OOC thread
On the least bombarded city of Hein]Nar, beneath the layers of Terran Alliance, Bentusi and Nyte, below hundreds of Battlecarriers and frigates and destroyers and GRVs, and then finally a thin skim of Hein Directors with rags and tears of battlegroups docked to their shorn and patched tentaclian undersides - beneath all that, the very last melon on the planet was being eaten. The melon shipments had been blockaded, the native farms uprooted for more practical crops as famines had begun to set in. It had been refrigerated for weeks, saved for the most important of occasions - a House negotiation, or an inspector to win over, that they might ignore the contraband in the cellar. In the end, though, it was put to use persuading the darkest and blackest of schemes.
"Treason" the Minister for Propaganda whispered, wiping his lips of the juice. He was of a mercantile bloodline, a line known for extroversion and analysis. A well-bred merchant could read your eyes' darkest sights, divine your deepest motives, and put them to use working clients and suppliers alike into favours and discounts. Little wonder that one was put in charge of pacifying the public, not that it could be effective when their own stomachs pushed them to anger. He was afraid, or was putting on a good show as a test - you could never tell with one skilled as he.
"Be reasonable, Minister" the figure at the table's head spoke. This was a gamble, but the more good men he had the better - and he knew the Minister was worried. The dozen or so shapes in the darkened dining room would help to assure the Minister he was not alone in his concerns - and he wasn't the only one ho could read people. "There's a difference between a nation and its leaders...and one has already betrayed the other. Which would you save, if you could?"
"This isn't saving, this is killing. You want to murder-"
"We would prefer to simply remove them. A friendly chat, an unexpected holiday- but there are too many, and too deeply entrenched in their own lies. Do you really still think we can get out of this without some death? It won't be pretty - this is a civilian city, not a defence perimeter. There'll be blood in the streets, and then the people will want to kill the liars anyway. We've actually made a list, one shorter by far than the mob would go after. Until last week, your name was put forward for entry. Propaganda, after all, is simply one lie told over and over again in the hope the people believe it."

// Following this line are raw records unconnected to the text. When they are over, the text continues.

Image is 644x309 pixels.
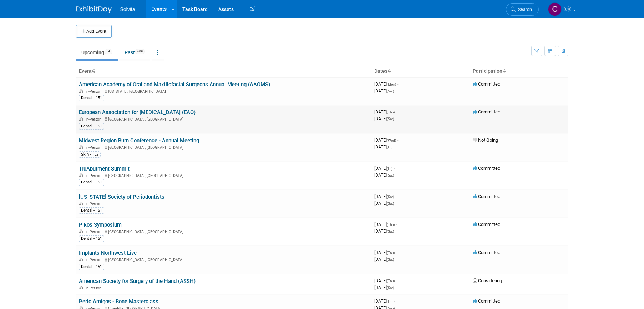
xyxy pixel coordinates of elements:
[395,194,396,199] span: -
[76,46,118,59] a: Upcoming54
[470,65,568,78] th: Participation
[79,172,369,178] div: [GEOGRAPHIC_DATA], [GEOGRAPHIC_DATA]
[387,68,391,74] a: Sort by Start Date
[473,82,500,86] span: Committed
[79,166,130,172] a: TruAbutment Summit
[79,278,196,284] a: American Society for Surgery of the Hand (ASSH)
[79,263,104,270] div: Dental - 151
[375,172,394,178] span: [DATE]
[473,250,500,255] span: Committed
[92,68,95,74] a: Sort by Event Name
[76,6,112,13] img: ExhibitDay
[79,256,369,262] div: [GEOGRAPHIC_DATA], [GEOGRAPHIC_DATA]
[375,166,395,171] span: [DATE]
[375,144,393,149] span: [DATE]
[387,117,394,121] span: (Sat)
[79,137,199,144] a: Midwest Region Burn Conference - Annual Meeting
[387,223,395,226] span: (Thu)
[394,298,395,304] span: -
[387,83,396,86] span: (Mon)
[119,46,150,59] a: Past609
[86,145,104,150] span: In-Person
[473,109,500,114] span: Committed
[79,207,104,214] div: Dental - 151
[79,173,84,177] img: In-Person Event
[372,65,470,78] th: Dates
[375,88,394,93] span: [DATE]
[375,284,394,290] span: [DATE]
[79,257,84,261] img: In-Person Event
[473,194,500,199] span: Committed
[375,298,395,304] span: [DATE]
[375,109,397,114] span: [DATE]
[86,89,104,94] span: In-Person
[86,201,104,206] span: In-Person
[473,137,498,142] span: Not Going
[86,173,104,178] span: In-Person
[473,278,502,283] span: Considering
[86,229,104,234] span: In-Person
[502,68,506,74] a: Sort by Participation Type
[79,95,104,101] div: Dental - 151
[396,250,397,255] span: -
[79,144,369,150] div: [GEOGRAPHIC_DATA], [GEOGRAPHIC_DATA]
[396,109,397,114] span: -
[79,88,369,94] div: [US_STATE], [GEOGRAPHIC_DATA]
[79,222,122,228] a: Pikos Symposium
[375,116,394,121] span: [DATE]
[79,228,369,234] div: [GEOGRAPHIC_DATA], [GEOGRAPHIC_DATA]
[396,278,397,283] span: -
[375,82,398,86] span: [DATE]
[387,89,394,93] span: (Sat)
[375,137,398,142] span: [DATE]
[79,123,104,130] div: Dental - 151
[387,299,393,303] span: (Fri)
[387,251,395,254] span: (Thu)
[79,286,84,289] img: In-Person Event
[79,250,137,256] a: Implants Northwest Live
[76,25,112,38] button: Add Event
[120,6,135,12] span: Solvita
[396,222,397,227] span: -
[473,298,500,304] span: Committed
[473,166,500,171] span: Committed
[387,173,394,177] span: (Sat)
[387,229,394,233] span: (Sat)
[79,117,84,120] img: In-Person Event
[387,110,395,114] span: (Thu)
[397,137,398,142] span: -
[375,256,394,262] span: [DATE]
[387,195,394,198] span: (Sat)
[79,298,158,305] a: Perio Amigos - Bone Masterclass
[387,279,395,283] span: (Thu)
[387,201,394,205] span: (Sat)
[79,109,196,115] a: European Association for [MEDICAL_DATA] (EAO)
[79,229,84,233] img: In-Person Event
[86,257,104,262] span: In-Person
[79,151,101,158] div: Skin - 152
[375,228,394,234] span: [DATE]
[387,145,393,149] span: (Fri)
[387,167,393,170] span: (Fri)
[79,145,84,149] img: In-Person Event
[79,116,369,122] div: [GEOGRAPHIC_DATA], [GEOGRAPHIC_DATA]
[86,286,104,290] span: In-Person
[473,222,500,227] span: Committed
[79,235,104,242] div: Dental - 151
[387,286,394,289] span: (Sat)
[76,65,372,78] th: Event
[79,89,84,93] img: In-Person Event
[79,201,84,205] img: In-Person Event
[105,49,113,54] span: 54
[506,3,539,16] a: Search
[375,194,396,199] span: [DATE]
[135,49,145,54] span: 609
[86,117,104,122] span: In-Person
[375,278,397,283] span: [DATE]
[387,139,396,142] span: (Wed)
[375,222,397,227] span: [DATE]
[397,82,398,86] span: -
[516,7,532,12] span: Search
[79,82,270,88] a: American Academy of Oral and Maxillofacial Surgeons Annual Meeting (AAOMS)
[79,194,165,200] a: [US_STATE] Society of Periodontists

A rectangle of vellum was slid across the mahogany, stretched across a wooden frame. The minister read the ink soaked into the skin - House heads and officials both, along with Naval officers. "This is merely the names, of course. There are maps and schematics we have assembled, as well as....terms for GESO to consider. We've all signed in advance." Another frame slid across. The Minister read the articles, and his eyes drained from their fearful navy to an empty grey. He wasn't acting. Good. "I'll be frank, Ghi, we need you. You're a decent politician, and you'll be a great asset in cleaning up the mess afterwards. You don't have to sign - you haven't seen our faces, and the signatures could be forgeries. If you walk away, now, we'll both forget this happened and you might even survive. But if you want our protection when the stormfront hits, well-" A pen followed the frame, already loaded with ink. Ghi took the pen, rolled it over and over in his sticky paws. "I see lots of names here. But I don't see any killers - no offence, Jekkai." One of the figures nodded, but was wise enough not to speak. The speaker spoke for them.
"It's true, those Houses skilled enough to reach all of these names cleanly are either too afraid or too expensive to do so. That's why the list and the other documents will follow the terms, to the blockade. I think more details will have to wait. Look," he continued, leaning forward so his azure eyes were visible, "I understand her dilemma, every one of us went through it. We heard the speeches and bought into the revenge narrative. A just cause, a debt of pain, seeking closure for our lost loved ones - but those are frontier thoughts, not civilised ideals. Sometimes you can be too idealistic to be practical."
Ghi turned the pen again, feeling his stick-sweat grab and release the pen. Eventually, his eyes recoloured and he pressed nib to parchment. "Del'Wu, Minister for Propaganda, surrenders."
I'm sorry, Rek., he thought. But this can't go on. The lights gradually undimmed, letting him see the now quite visible figures. He recognised most of them from the signatures - Jekkai'Rei stood out as still wearing her ranking chevrons. He now saw where that voice had come from - at the head of the table sat Char'Ha, Head of the House Ha. He dropped into a more natural, warmer voice as he smiled and got up to embrace Ghi. "Welcome to the Alliance of Peace, you're the very last one. Rei, pack away those terms and the list with the rest - you have a delivery to make, dump it on one of your patrols. And Ghi..." He opened his embrace, looking the man in the eye. "I just want you to know...you're doing the right thing."